ICE arrests of Iraqi Christians in US cause detainee families to feel betrayed

Members of the Iraqi Christian community in the U.S. are expressing feelings of betrayal by their adopted country after dozens of members were detained in a deportation sweep.

The U.S. Immigration and Customs Enforcement (ICE) conducted the mass arrests over the weekend with a majority of them occurring in the Detroit area. More arrests occurred earlier this week. Relatives of those detained say most of those detained were picked up for committing low-level and nonviolent offenses, and some had already served prison sentences for those offenses.

“Many of these people came here legally and maybe they fell into some trouble at one point in their lives,” Nathan Kalasho, an Iraqi-American Christian activist in Michigan who has been helping with legal assistance for the families of the detained, told Fox News. “They have paid their debt to society. These are good people who live good lives, but they are being put at risk by being deported.”

Mirvat, who declined to give her last name, says her 55-year-old uncle was arrested this past weekend as he went to his biannual check-in with immigration services for a nonviolent felony conviction from decades ago. Despite completing his prison sentence for the conviction, he has been told that he will be sent back to Iraq next Friday.

“He went in and they immediately arrested him,” Mirvat, who is from Warren, Mich., said to Fox News, “It’s so unsafe there [Iraq]. They are literally throwing him into the fire.”

Mirvat said her uncle immigrated to the U.S. when he was only 5 years old with his family on a legal visa. He has no family in Iraq and the fact that he is from the U.S. and a Christian means he will certainly be a target once he arrives in Baghdad.

Chaldean-American Nadia Al-Raviah (C) stands with family members protesting against the seizure of her husband and brother Sunday by Immigration and Customs Enforcement agents during a rally outside the Mother of God Chaldean church in Southfield, Michigan. (REUTERS/Rebecca Cook)

“He’s devastated,” Mirvat said. “He doesn’t know what is going on or what to do. All the officers are telling him is that he should call his family and tell them to pack him a bag because he’s being sent to Iraq in a week.”

Mirvat has a special connection to her uncle. She has been battling blood cancer, and her uncle provided her with vital bone marrow transplants on two separate occasions. Should she require an additional transplant, no one else in her family is a compatible match.

“I’m devastated,” she said. “He’s the one who has literally saved my life.
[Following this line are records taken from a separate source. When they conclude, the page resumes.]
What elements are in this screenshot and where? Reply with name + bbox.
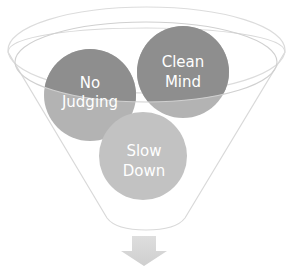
label-no-judging-2: Judging: [61, 93, 118, 111]
funnel-diagram: No Judging Clean Mind Slow Down: [0, 0, 293, 278]
label-slow-down-1: Slow: [126, 142, 161, 160]
label-slow-down-2: Down: [123, 162, 166, 180]
down-arrow-icon: [121, 236, 167, 266]
label-no-judging-1: No: [80, 74, 100, 92]
label-clean-mind-2: Mind: [165, 73, 201, 91]
label-clean-mind-1: Clean: [162, 53, 205, 71]
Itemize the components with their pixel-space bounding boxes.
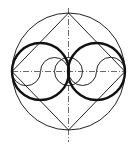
diagram-svg [0, 0, 134, 147]
geometric-construction-diagram [0, 0, 134, 147]
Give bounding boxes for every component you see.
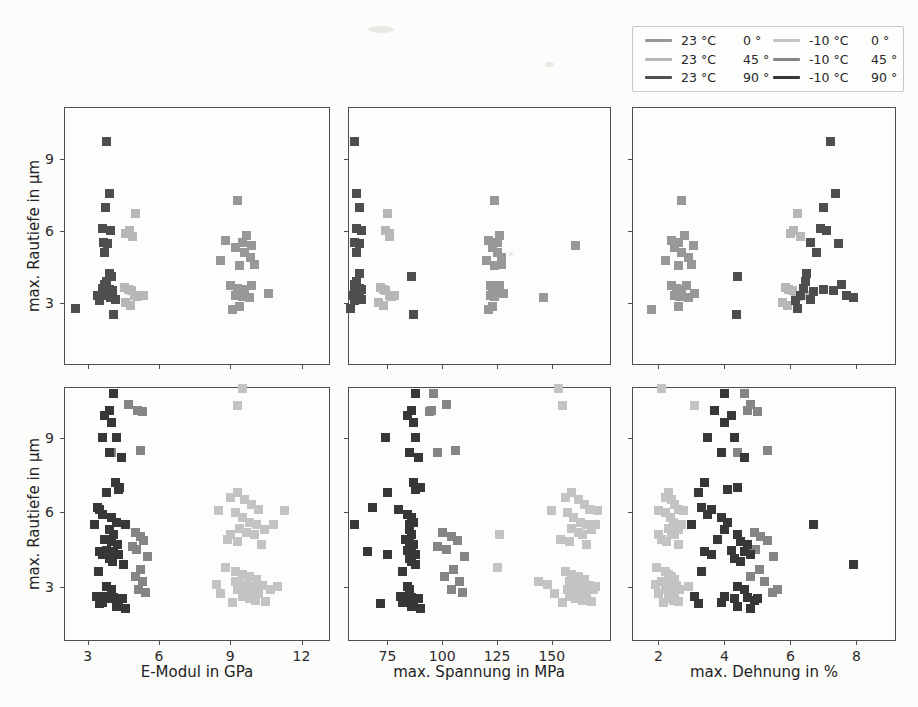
x-tick-label: 3 [66, 649, 110, 663]
data-point [383, 550, 392, 559]
data-point [228, 598, 237, 607]
data-point [717, 448, 726, 457]
y-tick [60, 303, 64, 304]
x-tick [230, 641, 231, 645]
legend-line-swatch [773, 58, 800, 61]
data-point [730, 433, 739, 442]
data-point [539, 293, 548, 302]
data-point [414, 594, 423, 603]
data-point [565, 537, 574, 546]
legend-angle-label: 0 ° [871, 33, 901, 48]
data-point [763, 446, 772, 455]
legend-item-sm10_45: -10 °C45 ° [773, 51, 901, 68]
data-point [837, 280, 846, 289]
x-tick [442, 365, 443, 369]
data-point [269, 520, 278, 529]
y-tick [628, 512, 632, 513]
y-tick [344, 159, 348, 160]
data-point [350, 137, 359, 146]
data-point [849, 293, 858, 302]
y-tick [628, 587, 632, 588]
data-point [438, 528, 447, 537]
legend-line-swatch [645, 76, 672, 79]
data-point [414, 453, 423, 462]
data-point [411, 560, 420, 569]
data-point [107, 272, 116, 281]
data-point [390, 291, 399, 300]
data-point [768, 588, 777, 597]
data-point [659, 598, 668, 607]
data-point [571, 241, 580, 250]
data-point [793, 304, 802, 313]
data-point [687, 520, 696, 529]
x-tick-label: 8 [834, 649, 878, 663]
data-point [713, 535, 722, 544]
data-point [460, 552, 469, 561]
data-point [447, 585, 456, 594]
data-point [723, 485, 732, 494]
data-point [740, 389, 749, 398]
x-tick [302, 365, 303, 369]
data-point [101, 203, 110, 212]
data-point [425, 407, 434, 416]
data-point [558, 401, 567, 410]
data-point [710, 406, 719, 415]
data-point [94, 567, 103, 576]
data-point [743, 406, 752, 415]
x-tick-label: 125 [475, 649, 519, 663]
data-point [117, 453, 126, 462]
data-point [809, 520, 818, 529]
x-tick [552, 641, 553, 645]
legend-temp-label: -10 °C [809, 70, 861, 85]
data-point [228, 305, 237, 314]
data-point [442, 545, 451, 554]
data-point [829, 286, 838, 295]
x-tick-label: 6 [768, 649, 812, 663]
scan-speck [509, 252, 513, 256]
x-tick [724, 641, 725, 645]
data-point [769, 552, 778, 561]
data-point [732, 310, 741, 319]
data-point [111, 295, 120, 304]
data-point [556, 535, 565, 544]
data-point [433, 448, 442, 457]
y-tick-label: 6 [24, 224, 54, 238]
data-point [690, 592, 699, 601]
data-point [819, 203, 828, 212]
data-point [385, 232, 394, 241]
data-point [697, 567, 706, 576]
legend-line-swatch [645, 58, 672, 61]
legend-item-s23_90: 23 °C90 ° [645, 69, 773, 86]
legend-temp-label: 23 °C [681, 70, 733, 85]
data-point [834, 239, 843, 248]
x-axis-label-dehnung: max. Dehnung in % [690, 663, 838, 681]
data-point [109, 310, 118, 319]
x-tick [88, 365, 89, 369]
data-point [690, 401, 699, 410]
legend-angle-label: 0 ° [743, 33, 773, 48]
x-axis-label-emodul: E-Modul in GPa [141, 663, 254, 681]
data-point [411, 433, 420, 442]
data-point [736, 557, 745, 566]
data-point [684, 582, 693, 591]
data-point [703, 433, 712, 442]
data-point [214, 506, 223, 515]
data-point [102, 488, 111, 497]
data-point [126, 301, 135, 310]
data-point [680, 231, 689, 240]
data-point [733, 483, 742, 492]
data-point [221, 236, 230, 245]
data-point [112, 433, 121, 442]
data-point [482, 256, 491, 265]
data-point [124, 400, 133, 409]
data-point [261, 597, 270, 606]
data-point [442, 400, 451, 409]
data-point [383, 488, 392, 497]
legend-column: -10 °C0 °-10 °C45 °-10 °C90 ° [773, 32, 901, 86]
x-tick [387, 365, 388, 369]
data-point [139, 536, 148, 545]
data-point [543, 580, 552, 589]
data-point [138, 407, 147, 416]
data-point [458, 588, 467, 597]
legend-temp-label: -10 °C [809, 52, 861, 67]
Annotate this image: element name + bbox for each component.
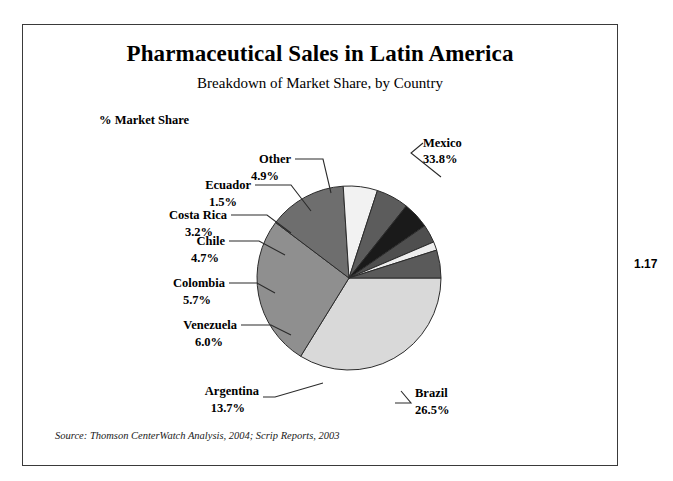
- slice-label-brazil: Brazil: [415, 386, 448, 400]
- leader-line-brazil: [395, 391, 411, 403]
- slice-value-other: 4.9%: [251, 169, 279, 183]
- leader-line-argentina: [263, 383, 323, 397]
- figure-number: 1.17: [634, 257, 657, 271]
- slice-value-venezuela: 6.0%: [195, 335, 223, 349]
- slice-value-argentina: 13.7%: [211, 401, 245, 415]
- figure-frame: Pharmaceutical Sales in Latin America Br…: [22, 24, 618, 466]
- slice-label-ecuador: Ecuador: [205, 178, 251, 192]
- slice-label-other: Other: [259, 152, 291, 166]
- slice-label-colombia: Colombia: [173, 276, 226, 290]
- slice-value-costarica: 3.2%: [185, 225, 213, 239]
- slice-label-mexico: Mexico: [423, 136, 462, 150]
- slice-label-argentina: Argentina: [205, 384, 260, 398]
- slice-label-venezuela: Venezuela: [183, 318, 237, 332]
- slice-label-costarica: Costa Rica: [169, 208, 228, 222]
- source-note: Source: Thomson CenterWatch Analysis, 20…: [55, 430, 340, 441]
- pie-chart: Mexico 33.8% Brazil 26.5% Argentina 13.7…: [23, 25, 619, 467]
- pie-slice-group: [257, 186, 441, 370]
- slice-value-chile: 4.7%: [191, 251, 219, 265]
- slice-value-ecuador: 1.5%: [209, 195, 237, 209]
- slice-value-colombia: 5.7%: [183, 293, 211, 307]
- slice-value-mexico: 33.8%: [423, 152, 457, 166]
- leader-line-other: [295, 159, 331, 193]
- slice-value-brazil: 26.5%: [415, 403, 449, 417]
He’s saved it twice.”

ICE on Monday declined to say how many were taken into custody, but some advocates say at least 40 people were arrested near or at homes, mostly on Sunday, while other estimates are that more than 100 Christians were picked up.

Kalasho says that others were arrested at their churches, including one man in suburban Michigan who was nabbed by ICE agents as he arrived at church for his daughter’s first communion service.

The Detroit area has one of the largest communities of Iraqi Christians, known as Chaldeans, in the U.S. with an estimated 120,000 in and around the city.

The sweep follows a recent agreement by Iraq’s government to allow the return of immigrants who have been ordered out of the United States. Details of this agreement first surfaced during litigation over the initial version of President Trump’s travel ban.

A group of women react as they talk about family members seized on Sunday by Immigration and Customs Enforcement agents during a recent rally in Southfield, Michigan. (REUTERS/Rebecca Cook)

In subsequent versions, Iraq was dropped from the list of countries whose citizens were banned. The executive order remains on hold.

The arrests come amid broader and more aggressive policies on immigration by the Trump administration. Immigrants who already have deportation orders and were allowed to stay in the country under the prior administration have now become a target under Trump, with some getting arrested during scheduled check-ins, as was Mirvat’s uncle.

ICE said in a statement released Monday that all of those arrested had criminal convictions, including some for murder, rape, assault, burglary, weapons violations and drug trafficking, and were ordered deported by an immigration judge after "full and fair" proceedings.

Immigration officials said the judge determined they were "ineligible for any form of relief under U.S. law," but declined to discuss the appeals process or other legal options.

Kalasho and others have set up a legal aid center at the Madison Heights, Mich., charter school he operates to help detainee families get legal assistance. At least 115 families are being paired up with attorneys, he said.

“It’s more of a triage than a legal center at this point,” Kalasho said to Fox News. “It’s hypocritical to send these people to Baghdad. It just doesn’t make sense. Just because people may have committed a crime doesn’t mean that they are life-long criminals. They’ve established honest lives and many of them are taxpayers who are asking the courts for a fair process.”

The Associated Press contributed reporting to this story.